Discovering What You're Known For: A Contextual Poisson Factorization Approach Conference Paper uri icon

abstract

  • 2016 ACM. Discovering what people are known for is valuable to many important applications such as recommender systems. Un- like an individual's personal interests, what a user is known for is reected by the views of others, and is often not eas- ily discerned for a long-tail of the vast majority of users. In this paper, we tackle the problem of discovering what users are known for through a probabilistic model called Bayesian Contextual Poisson Factorization. Moving beyond just modeling user's content, it naturally models and inte- grates additional contextual factors, concretely, user's geo- spatial footprints and social inuence, to overcome noisy online activities and social relations.

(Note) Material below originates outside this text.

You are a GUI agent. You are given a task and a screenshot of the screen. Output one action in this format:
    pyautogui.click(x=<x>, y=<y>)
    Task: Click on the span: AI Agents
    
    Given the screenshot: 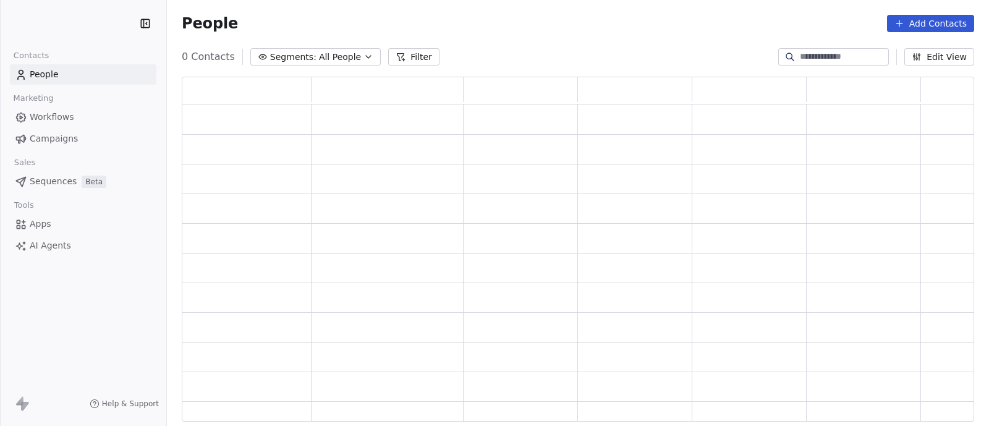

Through GPS-tagged social media datasets, we find that the proposed method can improve known-for prediction performance by 17.5% in pre- cision and 20.9% in recall on average, and that it can capture the implicit relationships between a user's known-for profile and her content, geo-spatial and social inuence.

name of conference

  • Proceedings of the 10th ACM Conference on Recommender Systems

published proceedings

  • PROCEEDINGS OF THE 10TH ACM CONFERENCE ON RECOMMENDER SYSTEMS (RECSYS'16)

altmetric score

  • 0.25

author list (cited authors)

  • Lu, H., Caverlee, J., & Niu, W.

citation count

  • 4

complete list of authors

  • Lu, Haokai||Caverlee, James||Niu, Wei

editor list (cited editors)

  • Sen, S., Geyer, W., Freyne, J., & Castells, P.